The Value of Inexperience Is The Lack Of Tolerance Of Business-As-Usual Bullshit

“Oh, it’s good that you aren’t paying your authors that much,” the professional author told me.  “That way the sale to you doesn’t count and disqualify them for the Campbell Award.”

I didn’t realize how patronizing the comment was until months later.

Which meant she was absolutely right.

I had no idea what I was getting into.  No idea of the complexities, the amount of work… and especially, no idea of the degree of predatory bullshit that existed in publishing.

It hasn’t gotten better.

If anything, it’s gotten worse.  Random Penguin House outright owns Author Solutions, one of the biggest scam vanity publishers out there. F+W Media – you know, Writer’s Digest yes, THOSE folks – have their own crappy vanity press.

Even if you manage to stay away from the vanity press bullshit, you’ve got crappy contests like the Dark Crystal one that are run by huge, supposedly respected names in publishing.  So you go with small presses, right?  They’re small enough that reputation is important… except there is so much information inequality that people still don’t realize that requiring author copies at markup is a bullshit way for publishers to make a profit.

I didn’t know any of that.  I was – and probably still am – one of the well-meaning noobs who doesn’t have a clue of how crappy things are.  And when I get outraged by the complete and utter bullshit perpetrated by people who call themselves “publishers”, so many of my writer friends just shrug and say that’s the way things are.

I am inexperienced and innocent enough that such behavior outrages me.  It upsets me, when people who call themselves “publishers” – just like myself – do horrible exploitative things to authors. When fellow authors, people in the same position as I, look at me sideways because they’ve learned that “publisher” means “bastard who will take advantage of me”.

If I knew all that going in, I might have decided to do something else.

Consider this, for a second.  SIDEKICKS! had a bit of a slump in the second quarter sales – and when you start disbursing royalties in an anthology with twenty people… well, it can get kind of small.

Neal Litherland commented on Facebook about the size of the disbursement, and I apologized:

 
I have no words because I think I am barely holding up my end of the bargain. I don’t think I’m doing enough, I’m barely meeting the basic levels of human decency, and somehow that’s exemplary.

Perhaps if I was less of a well-meaning innocent, perhaps if I were more experienced, I would be jaded.  I would have outrage fatigue.  I would stop trying to educate people and concentrate on making myself money.  I’d stop pissing off (or at least irritating) people with power and authority and just settle. I am not born to this sort of thing. But a few years ago, I looked around and I didn’t see where anyone else was.

And though I’ve looked back, I haven’t stopped.

As with the last few years, I’ve got a whole series of posts coming up during the week of GenCon.  (2010 had “Pirates, pirates Everywhere”, 2011 had some stuff about scamming and publishers justifying their existence, and 2012 was about Self-Confidence and Self-Doubt.)  This year I’m going to share what I’ve learned about contracts over the course of the week.  Not because I’m a lawyer (I’m not) or I’m a total expert (I’m not) – but because I want to share what I’ve learned.

If you’ve found any of these posts useful, give a listen to Alasdair Stuart read his introduction to SIDEKICKS!

I’m really fond of Alasdair’s work, and I’m fond of this book.  I know how many stories Sarah Hans rejected for this anthology.  I know that a good anthology isn’t just a bunch of stories thrown together, and I think Sarah did a great job with this book.  Alasdair thought so too, and his joy and love for the genre and the stories shines through.
Give it a listen, then check out the book at sidekicks.alliterationink.com.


Work required
Look through the records, and wherever the string "ffffff" turns up, copy out that line.

Data shown
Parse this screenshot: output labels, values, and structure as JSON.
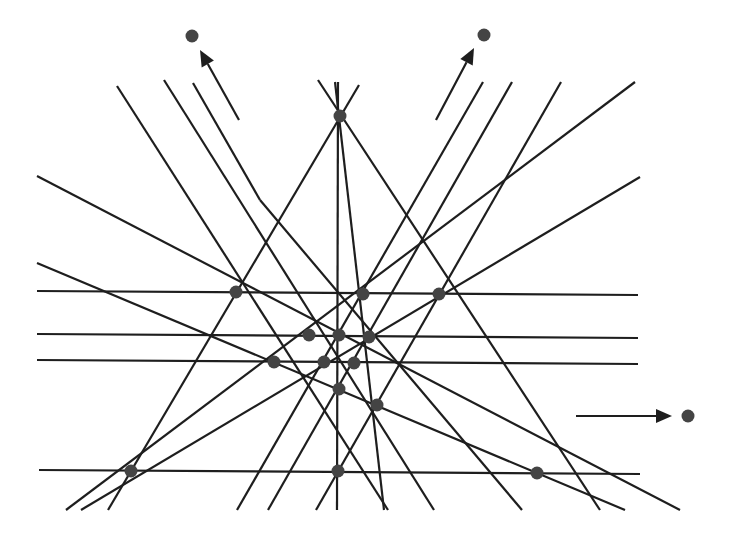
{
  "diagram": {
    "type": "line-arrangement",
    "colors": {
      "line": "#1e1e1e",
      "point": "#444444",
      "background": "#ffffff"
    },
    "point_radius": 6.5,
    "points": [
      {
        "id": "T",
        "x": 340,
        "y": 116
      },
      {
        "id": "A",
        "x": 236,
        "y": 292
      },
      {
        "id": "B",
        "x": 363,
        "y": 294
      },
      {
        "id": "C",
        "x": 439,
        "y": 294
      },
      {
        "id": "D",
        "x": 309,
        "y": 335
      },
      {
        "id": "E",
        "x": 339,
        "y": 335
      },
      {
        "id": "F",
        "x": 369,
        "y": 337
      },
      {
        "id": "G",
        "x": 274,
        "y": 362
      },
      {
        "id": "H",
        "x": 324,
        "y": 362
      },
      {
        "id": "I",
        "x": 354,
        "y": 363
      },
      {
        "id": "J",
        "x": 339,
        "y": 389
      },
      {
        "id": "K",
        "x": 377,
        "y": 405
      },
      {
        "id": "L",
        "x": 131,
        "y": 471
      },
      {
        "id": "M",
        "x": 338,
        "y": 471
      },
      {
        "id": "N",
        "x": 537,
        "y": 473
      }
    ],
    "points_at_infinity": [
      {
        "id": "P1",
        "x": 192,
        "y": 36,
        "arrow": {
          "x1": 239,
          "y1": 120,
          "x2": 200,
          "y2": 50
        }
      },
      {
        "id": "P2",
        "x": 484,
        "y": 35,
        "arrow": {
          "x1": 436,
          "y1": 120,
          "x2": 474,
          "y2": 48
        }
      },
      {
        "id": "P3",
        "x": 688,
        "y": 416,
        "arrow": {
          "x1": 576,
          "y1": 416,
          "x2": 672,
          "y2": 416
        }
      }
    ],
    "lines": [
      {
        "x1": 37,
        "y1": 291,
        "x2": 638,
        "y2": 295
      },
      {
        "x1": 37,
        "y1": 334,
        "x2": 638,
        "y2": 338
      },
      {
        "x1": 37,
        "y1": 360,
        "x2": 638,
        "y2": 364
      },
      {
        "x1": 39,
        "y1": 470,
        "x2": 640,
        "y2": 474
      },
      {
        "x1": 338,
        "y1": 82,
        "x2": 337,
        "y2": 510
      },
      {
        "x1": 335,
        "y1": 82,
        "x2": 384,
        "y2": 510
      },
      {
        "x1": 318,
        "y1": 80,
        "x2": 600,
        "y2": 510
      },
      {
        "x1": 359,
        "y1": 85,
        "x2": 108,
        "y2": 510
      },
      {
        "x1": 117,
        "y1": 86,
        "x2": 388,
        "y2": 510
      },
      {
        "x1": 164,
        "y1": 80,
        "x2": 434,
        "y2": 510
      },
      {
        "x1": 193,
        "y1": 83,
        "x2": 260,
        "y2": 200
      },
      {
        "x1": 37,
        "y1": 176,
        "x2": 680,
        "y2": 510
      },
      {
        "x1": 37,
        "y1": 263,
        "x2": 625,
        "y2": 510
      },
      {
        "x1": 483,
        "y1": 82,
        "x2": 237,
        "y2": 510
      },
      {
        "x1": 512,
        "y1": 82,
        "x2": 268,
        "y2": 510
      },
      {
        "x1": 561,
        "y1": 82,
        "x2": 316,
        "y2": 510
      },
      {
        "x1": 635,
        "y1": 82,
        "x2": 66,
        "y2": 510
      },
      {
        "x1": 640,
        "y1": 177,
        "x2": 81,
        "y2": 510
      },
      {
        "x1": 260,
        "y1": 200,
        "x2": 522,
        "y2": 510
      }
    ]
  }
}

---

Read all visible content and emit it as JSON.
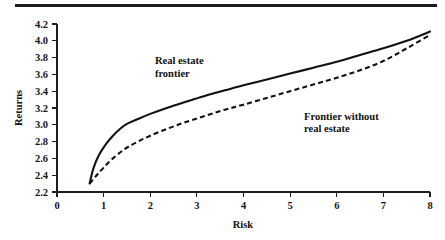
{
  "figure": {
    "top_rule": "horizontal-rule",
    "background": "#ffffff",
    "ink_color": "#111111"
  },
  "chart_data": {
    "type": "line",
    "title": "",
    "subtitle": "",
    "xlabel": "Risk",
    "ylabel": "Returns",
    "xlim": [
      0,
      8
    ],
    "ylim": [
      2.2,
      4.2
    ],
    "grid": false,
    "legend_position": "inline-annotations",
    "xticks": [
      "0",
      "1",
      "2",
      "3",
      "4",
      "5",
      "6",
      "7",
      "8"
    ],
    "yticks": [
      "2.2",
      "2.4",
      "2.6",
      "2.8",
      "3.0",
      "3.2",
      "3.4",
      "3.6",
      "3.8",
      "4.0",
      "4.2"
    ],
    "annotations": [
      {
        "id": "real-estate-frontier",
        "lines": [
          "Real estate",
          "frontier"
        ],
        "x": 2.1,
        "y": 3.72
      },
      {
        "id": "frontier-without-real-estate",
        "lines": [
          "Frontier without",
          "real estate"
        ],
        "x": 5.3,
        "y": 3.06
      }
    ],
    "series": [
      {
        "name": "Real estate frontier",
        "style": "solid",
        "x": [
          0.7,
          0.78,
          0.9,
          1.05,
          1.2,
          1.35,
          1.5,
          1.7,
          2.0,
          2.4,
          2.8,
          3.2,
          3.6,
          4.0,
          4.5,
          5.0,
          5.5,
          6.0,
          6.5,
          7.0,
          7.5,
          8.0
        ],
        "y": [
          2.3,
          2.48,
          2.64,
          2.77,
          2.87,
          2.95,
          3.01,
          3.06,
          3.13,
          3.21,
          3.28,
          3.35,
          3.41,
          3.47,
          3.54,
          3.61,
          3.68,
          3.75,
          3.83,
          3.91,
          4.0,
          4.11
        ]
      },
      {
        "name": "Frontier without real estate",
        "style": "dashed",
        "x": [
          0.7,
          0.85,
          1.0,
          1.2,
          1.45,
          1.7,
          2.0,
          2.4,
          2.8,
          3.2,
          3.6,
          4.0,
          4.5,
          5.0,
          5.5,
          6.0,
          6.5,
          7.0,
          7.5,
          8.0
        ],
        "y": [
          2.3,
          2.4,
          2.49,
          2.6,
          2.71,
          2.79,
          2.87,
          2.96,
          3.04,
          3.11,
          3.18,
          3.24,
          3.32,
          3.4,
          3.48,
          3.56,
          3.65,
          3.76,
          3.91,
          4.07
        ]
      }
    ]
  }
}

* * *

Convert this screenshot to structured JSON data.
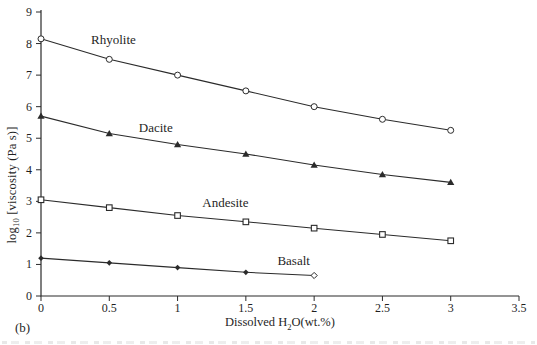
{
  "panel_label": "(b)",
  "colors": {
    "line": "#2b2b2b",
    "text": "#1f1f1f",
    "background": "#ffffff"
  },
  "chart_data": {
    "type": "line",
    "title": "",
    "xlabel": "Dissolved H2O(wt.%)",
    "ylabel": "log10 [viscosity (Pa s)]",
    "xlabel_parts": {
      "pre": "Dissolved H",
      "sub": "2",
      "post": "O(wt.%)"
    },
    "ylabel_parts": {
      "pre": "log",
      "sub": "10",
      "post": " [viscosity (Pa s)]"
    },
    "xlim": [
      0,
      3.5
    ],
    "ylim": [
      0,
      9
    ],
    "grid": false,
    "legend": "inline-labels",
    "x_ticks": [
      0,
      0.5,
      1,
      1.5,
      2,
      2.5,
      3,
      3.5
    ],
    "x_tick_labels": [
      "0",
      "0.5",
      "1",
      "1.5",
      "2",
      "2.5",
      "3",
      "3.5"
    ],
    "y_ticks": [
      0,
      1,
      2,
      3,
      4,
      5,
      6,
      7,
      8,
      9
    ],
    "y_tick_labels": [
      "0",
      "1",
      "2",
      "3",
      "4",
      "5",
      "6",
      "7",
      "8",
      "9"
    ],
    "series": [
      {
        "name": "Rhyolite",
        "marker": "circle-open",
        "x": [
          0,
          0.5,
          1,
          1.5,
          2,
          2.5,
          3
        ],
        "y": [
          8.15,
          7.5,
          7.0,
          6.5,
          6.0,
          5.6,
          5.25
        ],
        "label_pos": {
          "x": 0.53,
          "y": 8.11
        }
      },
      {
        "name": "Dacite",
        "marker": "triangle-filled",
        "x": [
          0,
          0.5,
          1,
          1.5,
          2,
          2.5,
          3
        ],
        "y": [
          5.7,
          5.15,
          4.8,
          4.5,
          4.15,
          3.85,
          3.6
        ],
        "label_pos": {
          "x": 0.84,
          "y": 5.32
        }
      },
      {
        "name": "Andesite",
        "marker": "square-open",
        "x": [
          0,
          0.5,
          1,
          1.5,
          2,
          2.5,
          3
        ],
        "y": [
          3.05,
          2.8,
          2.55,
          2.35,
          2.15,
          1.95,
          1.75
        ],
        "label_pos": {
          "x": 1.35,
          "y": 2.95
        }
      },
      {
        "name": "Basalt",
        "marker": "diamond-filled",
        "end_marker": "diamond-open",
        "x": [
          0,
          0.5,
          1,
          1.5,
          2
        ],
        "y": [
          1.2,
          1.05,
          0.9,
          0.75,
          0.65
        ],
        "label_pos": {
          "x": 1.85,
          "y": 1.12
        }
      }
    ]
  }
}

Reply
      "background": "#ffffff"
    "background": "#ffffff",
    "background": "#ffffff"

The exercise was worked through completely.